On the sickness of our community

Posted Oct 14, 2014 20:36 UTC (Tue) by viro (subscriber, #7872) [Link] (2 responses)

Bloody wonderful. Do you suggest we do the same with the kernel-to-userland interfaces? You know, on the theory that interface stability is so rare that nobody would care. Because there's a whole lot of ill-designed crap I would love to be rid of - all the *notify stuff, for starters. And cgroup would be much improved by being ripped out and replaced with something saner. And ioctl-based part of socket API is a disgraceful mess - we wouldn't *need* netdev namespaces if it had only been done right back in early 80s. So's sysv IPC interface. Let's kill them, should we? What, tons of userland code would break? Tough, but serves them right for using bad interfaces. Oh, and sysfs? A walking design mistake, with really unpleasant consequences wrt e.g. containers. Let's take it out as well, while we are at it...

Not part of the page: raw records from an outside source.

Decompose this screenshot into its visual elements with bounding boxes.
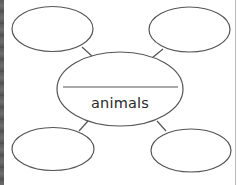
connector-bottom-right (157, 121, 166, 131)
concept-web-diagram (0, 0, 238, 185)
satellite-ellipse-bottom-left[interactable] (12, 128, 94, 171)
satellite-ellipse-top-left[interactable] (12, 7, 93, 52)
connector-bottom-left (79, 121, 88, 131)
connector-top-right (152, 49, 163, 58)
satellite-ellipse-top-right[interactable] (149, 7, 230, 52)
center-label: animals (60, 94, 180, 112)
center-ellipse (57, 52, 183, 126)
satellite-ellipse-bottom-right[interactable] (151, 129, 231, 172)
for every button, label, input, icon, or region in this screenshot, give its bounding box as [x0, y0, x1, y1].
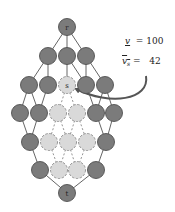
- node-a3: [78, 48, 95, 65]
- vs-subscript: s: [127, 60, 130, 67]
- node-d2: [41, 134, 58, 151]
- vs-upper-bound-label: vs = 42: [122, 56, 161, 67]
- node-c4: [69, 105, 86, 122]
- node-c1: [12, 105, 29, 122]
- node-d3: [60, 134, 77, 151]
- node-e1: [32, 162, 49, 179]
- graph-diagram: rst v = 100 vs = 42: [0, 0, 175, 212]
- node-a2: [59, 48, 76, 65]
- v-lower-bound-label: v = 100: [125, 36, 163, 46]
- node-e3: [69, 162, 86, 179]
- node-b2: [40, 77, 57, 94]
- v-symbol: v: [125, 36, 130, 46]
- node-c5: [88, 105, 105, 122]
- node-b4: [78, 77, 95, 94]
- node-d1: [22, 134, 39, 151]
- node-d5: [98, 134, 115, 151]
- node-t: t: [59, 185, 76, 202]
- v-value: 100: [146, 36, 163, 46]
- vs-value: 42: [149, 56, 160, 66]
- equals-sign: =: [133, 56, 141, 66]
- node-s: s: [59, 77, 76, 94]
- node-label: s: [65, 82, 69, 90]
- node-c6: [106, 105, 123, 122]
- node-r: r: [59, 19, 76, 36]
- node-c2: [31, 105, 48, 122]
- node-b5: [97, 77, 114, 94]
- equals-sign: =: [136, 36, 144, 46]
- node-e2: [51, 162, 68, 179]
- node-c3: [50, 105, 67, 122]
- node-e4: [88, 162, 105, 179]
- lattice-graph: rst: [0, 0, 175, 212]
- node-d4: [79, 134, 96, 151]
- node-label: t: [66, 190, 69, 198]
- node-a1: [40, 48, 57, 65]
- node-b1: [21, 77, 38, 94]
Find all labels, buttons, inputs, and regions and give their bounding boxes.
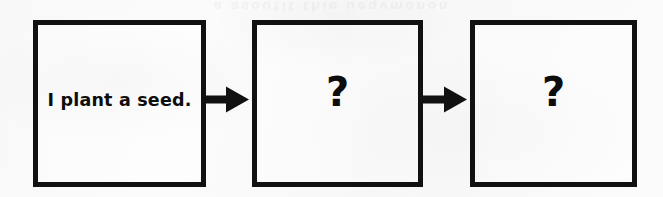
sequence-box-2[interactable]: ? — [252, 20, 423, 187]
scanned-worksheet-page: a asoutit thie ueqvmonon I plant a seed.… — [0, 0, 663, 197]
sequence-box-1-text: I plant a seed. — [41, 90, 197, 110]
sequence-box-1[interactable]: I plant a seed. — [33, 20, 206, 187]
sequence-box-3-text: ? — [542, 72, 565, 112]
sequence-diagram: I plant a seed. ? ? — [0, 0, 663, 197]
arrow-right-icon-1 — [202, 85, 250, 114]
sequence-box-3[interactable]: ? — [470, 20, 637, 187]
arrow-right-icon-2 — [420, 85, 468, 114]
sequence-box-2-text: ? — [326, 72, 349, 112]
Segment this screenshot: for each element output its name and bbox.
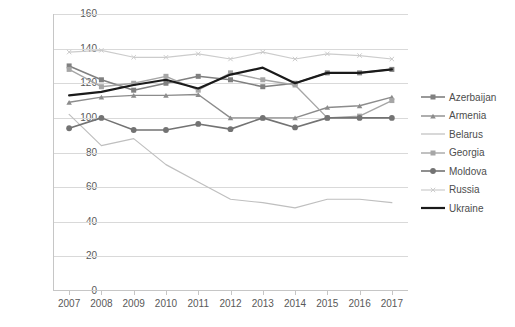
x-tick <box>198 291 199 295</box>
x-tick <box>360 291 361 295</box>
legend-key-icon <box>420 147 446 159</box>
legend-key-icon <box>420 165 446 177</box>
x-tick <box>231 291 232 295</box>
x-tick <box>69 291 70 295</box>
legend-key-icon <box>420 128 446 140</box>
legend-item-russia[interactable]: Russia <box>420 181 515 200</box>
legend-item-label: Ukraine <box>446 203 483 214</box>
legend-item-label: Belarus <box>446 129 483 140</box>
legend-item-ukraine[interactable]: Ukraine <box>420 199 515 218</box>
legend-key-icon <box>420 110 446 122</box>
legend-key-icon <box>420 91 446 103</box>
x-tick <box>166 291 167 295</box>
legend-item-label: Moldova <box>446 166 487 177</box>
plot-area <box>53 14 408 291</box>
legend-item-georgia[interactable]: Georgia <box>420 144 515 163</box>
series-lines <box>53 14 408 291</box>
legend-item-belarus[interactable]: Belarus <box>420 125 515 144</box>
legend-item-moldova[interactable]: Moldova <box>420 162 515 181</box>
x-tick <box>263 291 264 295</box>
chart-legend: AzerbaijanArmeniaBelarusGeorgiaMoldovaRu… <box>420 88 515 218</box>
legend-item-armenia[interactable]: Armenia <box>420 107 515 126</box>
series-russia <box>67 48 394 61</box>
legend-item-label: Georgia <box>446 147 485 158</box>
x-tick <box>101 291 102 295</box>
legend-item-label: Armenia <box>446 110 486 121</box>
legend-item-azerbaijan[interactable]: Azerbaijan <box>420 88 515 107</box>
legend-item-label: Russia <box>446 184 480 195</box>
series-armenia <box>66 92 394 120</box>
x-tick <box>134 291 135 295</box>
x-tick <box>392 291 393 295</box>
legend-key-icon <box>420 184 446 196</box>
legend-key-icon <box>420 202 446 214</box>
x-tick-label: 2017 <box>372 299 412 309</box>
legend-item-label: Azerbaijan <box>446 92 496 103</box>
figure-caption <box>8 318 308 327</box>
x-tick <box>327 291 328 295</box>
x-tick <box>295 291 296 295</box>
line-chart: 020406080100120140160 200720082009201020… <box>0 0 515 327</box>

Do you really want that? BTW, I'm absolutely sure that glibc people also can provide a not so little list of misfeatures that won't be missed (and screw those who would miss them)...

On the sickness of our community

Posted Oct 14, 2014 21:07 UTC (Tue) by johannbg (guest, #65743) [Link]

I would not say bloody but quite wonderful yes.

If it's broken in the kernel you fix it in the kernel or where else would you have the kernel-to-userland interfaces fixed and the rest you listed there and or wanted to get rid of?

On the sickness of our community

Posted Oct 15, 2014 6:14 UTC (Wed) by tao (subscriber, #17563) [Link]

It certainly *would* be wonderful if that would be at all feasible. Of course it isn't. But trying to clean up a bit in the swamp of boot-time command-line options (which is a mish-mash of options to the kernel, kernel modules, the boot loader and init) is (in my opinion) quite far from stuff like ioctl, cgroups, *notify, etc.

That said, it's Linus's kernel, and if he decides not to namespace the debug option, then I think that's his prerogative.

PS: It would be kind of nice to have a consistent set of "non-legacy" kernel interfaces (such as you allude to) and an option to disable all the legacy stuff. I wonder how much cleaner & safer software written against such an interface would be.

PPS: Yes, glibc would certainly benefit from removing quite a bit of brainfuck and in cases like gets(3) -- which is not deprecated by LSB, obsoleted by POSIX and removed from C11 -- everyone who do use them should indeed be screwed. But again, wholesale crapectomy would of course be infeasible, unless aiming for a "non-legacy" OS.